The Peel street sidewalk around the Marriott hotel will remain closed for the foreseen future while provincial building inspectors and a coroner examine the scene of last Thursday's deadly accident.

A chunk of concrete peeled off the hotel's facade, and plummetted 18 stories to crush 33-year-old Lea Guilbeault.

Her husband, Hani Beitinjaneh, was injured.

Quebec's Building Inspection Board, the Regie du Batiment, says a full investigation could take months to determine why the concrete slab fell off the building. But the deadly accident isn't prompting the Board to change inspection procedures.

The Marriott Hotel was last examined in 2000, and the Board says it will continue to examine buildings only when it receives complaints.

That is the same excuse the Board provided last year, when an indoor garage collapsed in St. Laurent and killed one man.

The union representing public sectors employees blames these tragedies on a declining number of in-the-field inspections.

It claims they went from 55,300 in 2003 to 13,500 last year.

The board claims inspections are the responsiblity of the owners, and not the province.

Meanwhile Claude Dauphin, president of Montreal's Executive Committee, says the city could force owners to inspect their buildings, but would rather the Board do its job.

"I'm not against new bylaws but unfortunately sometimes it takes a catastrophe like that to react," said Dauphin.

It was a similar catastrophe in 1979 that forced the city of New York to create a building inspection bylaw. That law calls for every building over six stories to undergo a complete inspection of its facade every five years.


Without the pictures, set down the records below word for word.

(Beginning of Data shown)

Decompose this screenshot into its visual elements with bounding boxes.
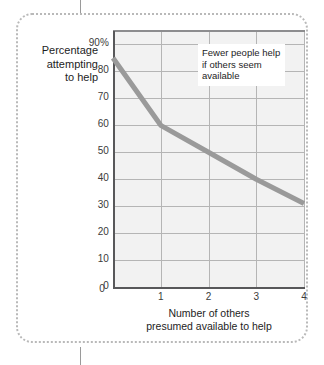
y-axis-tick-label: 50: [3, 145, 109, 156]
y-axis-tick-label: 20: [3, 226, 109, 237]
x-axis-tick-label: 3: [246, 291, 266, 302]
y-axis-title-line-1: Percentage: [14, 44, 98, 58]
y-axis-title: Percentage attempting to help: [14, 44, 98, 85]
y-axis-tick-label: 70: [3, 91, 109, 102]
y-axis-title-line-2: attempting: [14, 58, 98, 72]
y-axis-tick-label: 40: [3, 172, 109, 183]
annotation-line-2: if others seem: [202, 59, 280, 71]
y-axis-tick-label: 30: [3, 199, 109, 210]
x-axis-title: Number of others presumed available to h…: [113, 307, 305, 332]
x-axis-title-line-2: presumed available to help: [113, 320, 305, 333]
y-axis-tick-label: 10: [3, 253, 109, 264]
x-axis-tick-label: 2: [199, 291, 219, 302]
annotation-line-3: available: [202, 70, 280, 82]
line-chart: 0102030405060708090% 01234 Percentage at…: [0, 0, 324, 365]
y-axis-tick-label: 60: [3, 118, 109, 129]
x-axis-line: [113, 287, 305, 289]
x-axis-tick-label: 4: [294, 291, 314, 302]
y-axis-title-line-3: to help: [14, 71, 98, 85]
x-axis-tick-label: 1: [151, 291, 171, 302]
annotation-line-1: Fewer people help: [202, 47, 280, 59]
gridline-vertical: [304, 31, 305, 287]
x-axis-title-line-1: Number of others: [113, 307, 305, 320]
x-axis-tick-label: 0: [92, 283, 112, 294]
chart-annotation-callout: Fewer people help if others seem availab…: [198, 44, 285, 86]
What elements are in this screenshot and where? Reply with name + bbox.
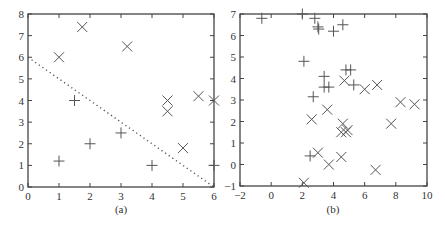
y-tick-label: 4 — [231, 73, 237, 85]
plus-marker-icon — [319, 71, 330, 82]
plus-marker-icon — [312, 21, 323, 32]
y-tick-label: 1 — [231, 137, 237, 149]
caption-b: (b) — [327, 203, 340, 216]
cross-marker-icon — [322, 105, 332, 115]
x-tick-label: 2 — [300, 189, 306, 201]
cross-marker-icon — [77, 22, 87, 32]
y-tick-label: 1 — [19, 159, 25, 171]
x-tick-label: 0 — [268, 189, 274, 201]
cross-marker-icon — [338, 119, 348, 129]
cross-marker-icon — [360, 84, 370, 94]
cross-marker-icon — [386, 119, 396, 129]
dotted-boundary-line — [28, 57, 214, 187]
x-tick-label: 1 — [56, 190, 62, 202]
plus-marker-icon — [298, 56, 309, 67]
y-tick-label: 5 — [231, 51, 237, 63]
x-tick-label: 0 — [25, 190, 31, 202]
cross-marker-icon — [372, 80, 382, 90]
plus-marker-icon — [69, 95, 80, 106]
y-tick-label: 6 — [19, 51, 25, 63]
x-tick-label: 8 — [393, 189, 399, 201]
y-tick-label: 0 — [19, 181, 25, 193]
x-tick-label: 4 — [331, 189, 337, 201]
cross-marker-icon — [122, 41, 132, 51]
cross-marker-icon — [307, 114, 317, 124]
x-tick-label: 10 — [422, 189, 434, 201]
figure: 0123456012345678 −20246810−101234567 (a)… — [0, 0, 445, 228]
x-tick-label: 6 — [211, 190, 217, 202]
y-tick-label: 4 — [19, 95, 25, 107]
y-tick-label: 7 — [19, 30, 25, 42]
y-tick-label: 3 — [19, 116, 25, 128]
plus-marker-icon — [308, 91, 319, 102]
x-tick-label: 2 — [87, 190, 93, 202]
x-tick-label: 3 — [118, 190, 124, 202]
y-tick-label: 6 — [231, 30, 237, 42]
plus-marker-icon — [54, 156, 65, 167]
scatter-panel-a: 0123456012345678 — [19, 8, 220, 202]
plus-marker-icon — [323, 82, 334, 93]
cross-marker-icon — [54, 52, 64, 62]
plus-marker-icon — [348, 79, 359, 90]
plus-marker-icon — [116, 127, 127, 138]
y-tick-label: 2 — [19, 138, 25, 150]
cross-marker-icon — [410, 99, 420, 109]
cross-marker-icon — [163, 106, 173, 116]
scatter-panel-b: −20246810−101234567 — [224, 8, 433, 201]
cross-marker-icon — [178, 143, 188, 153]
cross-marker-icon — [324, 160, 334, 170]
plus-marker-icon — [345, 64, 356, 75]
x-tick-label: 5 — [180, 190, 186, 202]
cross-marker-icon — [371, 165, 381, 175]
y-tick-label: 7 — [231, 8, 237, 20]
plus-marker-icon — [337, 19, 348, 30]
plus-marker-icon — [209, 160, 220, 171]
y-tick-label: 0 — [231, 159, 237, 171]
caption-a: (a) — [115, 203, 128, 216]
cross-marker-icon — [313, 148, 323, 158]
cross-marker-icon — [163, 96, 173, 106]
cross-marker-icon — [339, 76, 349, 86]
y-tick-label: 2 — [231, 116, 237, 128]
plus-marker-icon — [313, 24, 324, 35]
plus-marker-icon — [147, 160, 158, 171]
plus-marker-icon — [328, 26, 339, 37]
cross-marker-icon — [336, 152, 346, 162]
x-tick-label: 6 — [362, 189, 368, 201]
cross-marker-icon — [194, 91, 204, 101]
y-tick-label: 8 — [19, 8, 25, 20]
y-tick-label: 3 — [231, 94, 237, 106]
x-tick-label: 4 — [149, 190, 155, 202]
cross-marker-icon — [396, 97, 406, 107]
plus-marker-icon — [85, 138, 96, 149]
y-tick-label: −1 — [224, 180, 236, 192]
y-tick-label: 5 — [19, 73, 25, 85]
plus-marker-icon — [297, 9, 308, 20]
plus-marker-icon — [305, 150, 316, 161]
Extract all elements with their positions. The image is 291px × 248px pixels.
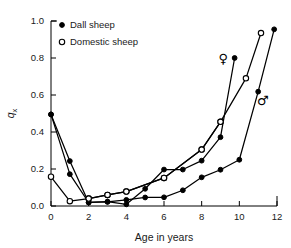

(End of Data shown)

▸ **Exercise answer**:
Decompose this screenshot into its visual elements with bounding boxes.
y-axis-tick-label: 50: [3, 145, 109, 156]
y-axis-tick-label: 20: [3, 226, 109, 237]
x-axis-tick-label: 3: [246, 291, 266, 302]
y-axis-title-line-1: Percentage: [14, 44, 98, 58]
y-axis-title: Percentage attempting to help: [14, 44, 98, 85]
y-axis-tick-label: 70: [3, 91, 109, 102]
y-axis-title-line-2: attempting: [14, 58, 98, 72]
y-axis-tick-label: 40: [3, 172, 109, 183]
annotation-line-2: if others seem: [202, 59, 280, 71]
y-axis-tick-label: 30: [3, 199, 109, 210]
x-axis-title: Number of others presumed available to h…: [113, 307, 305, 332]
x-axis-title-line-2: presumed available to help: [113, 320, 305, 333]
y-axis-tick-label: 10: [3, 253, 109, 264]
x-axis-tick-label: 2: [199, 291, 219, 302]
annotation-line-3: available: [202, 70, 280, 82]
line-chart: 0102030405060708090% 01234 Percentage at…: [0, 0, 324, 365]
y-axis-tick-label: 60: [3, 118, 109, 129]
x-axis-line: [113, 287, 305, 289]
x-axis-tick-label: 4: [294, 291, 314, 302]
y-axis-title-line-3: to help: [14, 71, 98, 85]
x-axis-tick-label: 1: [151, 291, 171, 302]
annotation-line-1: Fewer people help: [202, 47, 280, 59]
gridline-vertical: [304, 31, 305, 287]
x-axis-title-line-1: Number of others: [113, 307, 305, 320]
x-axis-tick-label: 0: [92, 283, 112, 294]
chart-annotation-callout: Fewer people help if others seem availab…: [198, 44, 285, 86]
What elements are in this screenshot and where? Reply with name + bbox.
y-tick-label: 4 — [231, 73, 237, 85]
plus-marker-icon — [319, 71, 330, 82]
plus-marker-icon — [312, 21, 323, 32]
y-tick-label: 1 — [231, 137, 237, 149]
caption-b: (b) — [327, 203, 340, 216]
cross-marker-icon — [322, 105, 332, 115]
x-tick-label: 2 — [300, 189, 306, 201]
cross-marker-icon — [77, 22, 87, 32]
y-tick-label: 1 — [19, 159, 25, 171]
x-tick-label: 0 — [268, 189, 274, 201]
cross-marker-icon — [338, 119, 348, 129]
cross-marker-icon — [360, 84, 370, 94]
cross-marker-icon — [386, 119, 396, 129]
dotted-boundary-line — [28, 57, 214, 187]
x-tick-label: 1 — [56, 190, 62, 202]
plus-marker-icon — [298, 56, 309, 67]
y-tick-label: 5 — [231, 51, 237, 63]
x-tick-label: 0 — [25, 190, 31, 202]
cross-marker-icon — [372, 80, 382, 90]
plus-marker-icon — [69, 95, 80, 106]
y-tick-label: 6 — [19, 51, 25, 63]
x-tick-label: 8 — [393, 189, 399, 201]
y-tick-label: 0 — [19, 181, 25, 193]
x-tick-label: 4 — [331, 189, 337, 201]
cross-marker-icon — [122, 41, 132, 51]
cross-marker-icon — [307, 114, 317, 124]
x-tick-label: 10 — [422, 189, 434, 201]
figure: 0123456012345678 −20246810−101234567 (a)… — [0, 0, 445, 228]
x-tick-label: 6 — [211, 190, 217, 202]
y-tick-label: 4 — [19, 95, 25, 107]
y-tick-label: 7 — [19, 30, 25, 42]
y-tick-label: 3 — [19, 116, 25, 128]
plus-marker-icon — [308, 91, 319, 102]
x-tick-label: 2 — [87, 190, 93, 202]
x-tick-label: 3 — [118, 190, 124, 202]
y-tick-label: 6 — [231, 30, 237, 42]
plus-marker-icon — [54, 156, 65, 167]
scatter-panel-a: 0123456012345678 — [19, 8, 220, 202]
plus-marker-icon — [323, 82, 334, 93]
cross-marker-icon — [54, 52, 64, 62]
plus-marker-icon — [348, 79, 359, 90]
plus-marker-icon — [116, 127, 127, 138]
y-tick-label: 2 — [19, 138, 25, 150]
cross-marker-icon — [410, 99, 420, 109]
cross-marker-icon — [163, 106, 173, 116]
scatter-panel-b: −20246810−101234567 — [224, 8, 433, 201]
cross-marker-icon — [178, 143, 188, 153]
cross-marker-icon — [324, 160, 334, 170]
plus-marker-icon — [345, 64, 356, 75]
x-tick-label: 5 — [180, 190, 186, 202]
cross-marker-icon — [371, 165, 381, 175]
y-tick-label: 7 — [231, 8, 237, 20]
plus-marker-icon — [337, 19, 348, 30]
plus-marker-icon — [209, 160, 220, 171]
y-tick-label: 0 — [231, 159, 237, 171]
caption-a: (a) — [115, 203, 128, 216]
cross-marker-icon — [313, 148, 323, 158]
cross-marker-icon — [163, 96, 173, 106]
cross-marker-icon — [339, 76, 349, 86]
y-tick-label: 2 — [231, 116, 237, 128]
plus-marker-icon — [313, 24, 324, 35]
plus-marker-icon — [147, 160, 158, 171]
plus-marker-icon — [328, 26, 339, 37]
cross-marker-icon — [336, 152, 346, 162]
x-tick-label: 6 — [362, 189, 368, 201]
cross-marker-icon — [194, 91, 204, 101]
y-tick-label: 8 — [19, 8, 25, 20]
y-tick-label: 3 — [231, 94, 237, 106]
x-tick-label: 4 — [149, 190, 155, 202]
cross-marker-icon — [396, 97, 406, 107]
plus-marker-icon — [85, 138, 96, 149]
y-tick-label: −1 — [224, 180, 236, 192]
y-tick-label: 5 — [19, 73, 25, 85]
plus-marker-icon — [297, 9, 308, 20]
plus-marker-icon — [305, 150, 316, 161]
Extract all elements with their positions. The image is 291px × 248px pixels.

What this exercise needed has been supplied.